Saint Frances of Rome
The saint remembered as a devout mother and bride, adorned with extraordinary graces, invoked for the liberation of souls in Purgatory, beloved by the people for her moving charity, did not want marriage, but marriage became her way to holiness.
The saint remembered as a devout mother and bride, adorned with extraordinary graces, invoked for the liberation of souls in Purgatory, beloved by the people for her moving charity, did not want marriage, but marriage became her way to holiness. How? By accepting God's holy and inscrutable designs.
Saint Frances of Rome (1384-1440) was born into a noble family close to Piazza Navona and lived all her life in Rome, at that time riven by the Western Schism (which only ended in 1417), which tore the Church apart for forty years and undermined the Pope's authority. At that time the city was exposed to frequent looting, and extreme poverty was rampant. Frances, who accompanied her mother on visits to the churches, grew up with a strong Faith and soon developed a vocation to monastic life. But she had to renounce this because, when she was only twelve years old, her father promised her in marriage to the nobleman Lorenzo de' Ponziani.

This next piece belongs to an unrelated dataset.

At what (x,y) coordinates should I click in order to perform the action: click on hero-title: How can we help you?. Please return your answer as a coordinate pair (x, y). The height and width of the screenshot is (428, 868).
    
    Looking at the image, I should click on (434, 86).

Frances was devastated by her father’s decision and wept in front of her first spiritual director because she could not fulfil her desire to become bride of Christ. The priest listened and then said to her, “Are you crying because you want to do God's will or because you want Him to do yours?”. Francesca was married, but found her early life in the palace of the Ponziani very trying: she developed anorexia and was close to death. On July 16, 1398 Saint Alexius appeared to her in a dream: “You must live. The Lord wants you to live to glorify His name”. When she woke up Francesca prayed, thanked the saint and said: “God's will is mine”. She embraced her cross, and Providence supported her again by allowing her to discover the precious friendship of her sister-in-law Vannozza, with whom she shared the intention of following the will of God.

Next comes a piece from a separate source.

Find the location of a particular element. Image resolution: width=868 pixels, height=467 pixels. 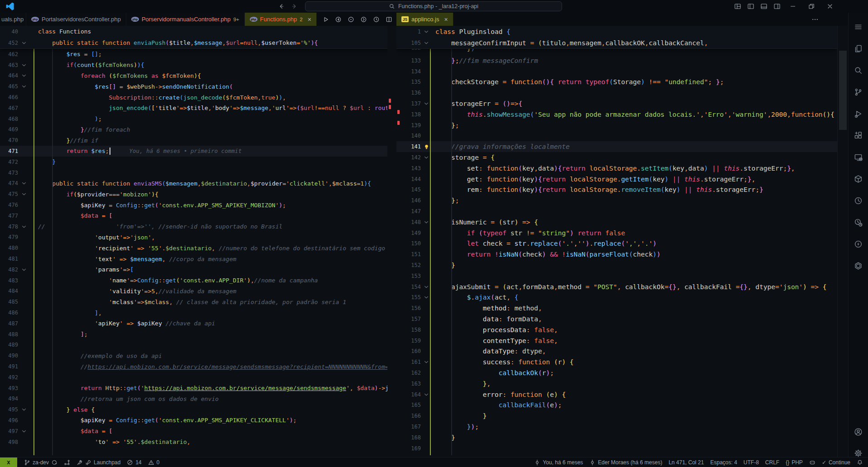

code-line: 151 return !isNaN(check) && !isNaN(parse… is located at coordinates (617, 254).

Frances and Vannozza began to pray and attend Mass together, dedicating their free time to visiting the sick and prisoners. The married life that Francesca had accepted out of obedience became the first source of her joy and spiritual elevation. Fortitude and piety grew stronger after each bereavement. At the age of 16 she gave birth to the first of her six children, three of whom were taken to Heaven as babies. In 1401, when his wife died, her father-in-law Andreozzo entrusted her with the keys to their pantries and barns, which were emptied in a few months because Frances increased the aid given to the poor. Her father-in-law, who was himself a charitable man (he had already founded the Hospital of the Most Holy Saviour), was astonished to see what his daughter-in-law had done with his goods, but in the end left her the keys, noting a miracle that became known throughout Trastevere: the barns and wine barrels had miraculously filled.
Her husband, a kind man who was semi-paralyzed after being wounded in battle in 1409, granted her permission to sell her clothes and jewels. Francesca walked around Rome in a rough cloth dress, begging for alms for the poor, heedless of the irony of several nobles, who called her “la poverella de' Trastevere” [the poor woman of Trastevere]. During the plague epidemic that struck the city, she opened the palace to the sick: the plague took away two of her young children, Evangelista and Agnes, but she did not stop entrusting herself totally to God. At the end of the epidemic, Evangelista appeared to her in a dream, in the company of an angel whom from then on she always saw at her side. He was her guardian angel, as she confided to her confessor Giovanni Mariotto, to whom she revealed her visions of Purgatory (from which she freed many souls through prayer) and Hell, her struggles with Satan (who particularly hated her), as well as the frequent ecstasies granted her by God.
On August 15th, 1425, with nine women attracted by her example and all from rich Roman families, she constituted the Olivetan Oblates of Mary (today “Oblates of Saint Frances of Rome”), to whom in July 1433 Eugene IV granted the privilege to lead a regular life. On the 15th of March of that same year the nine women had begun to live under the same roof in Tor de' Specchi, where three years later, on the death of her husband whom she had lovingly looked after until the end, they were joined by Frances. The saint returned to the House of the Father on March 9,1440, and for three days the people of Rome, of which she is Co-Patroness with St. Peter and St. Paul, paid homage to her remains. She taught: “Always have only the glory of God as the intent of your activity”.
Patroness of: Rome; motorists, Benedictine oblates, widows; invoked against the plagues and for the liberation of souls in Purgatory.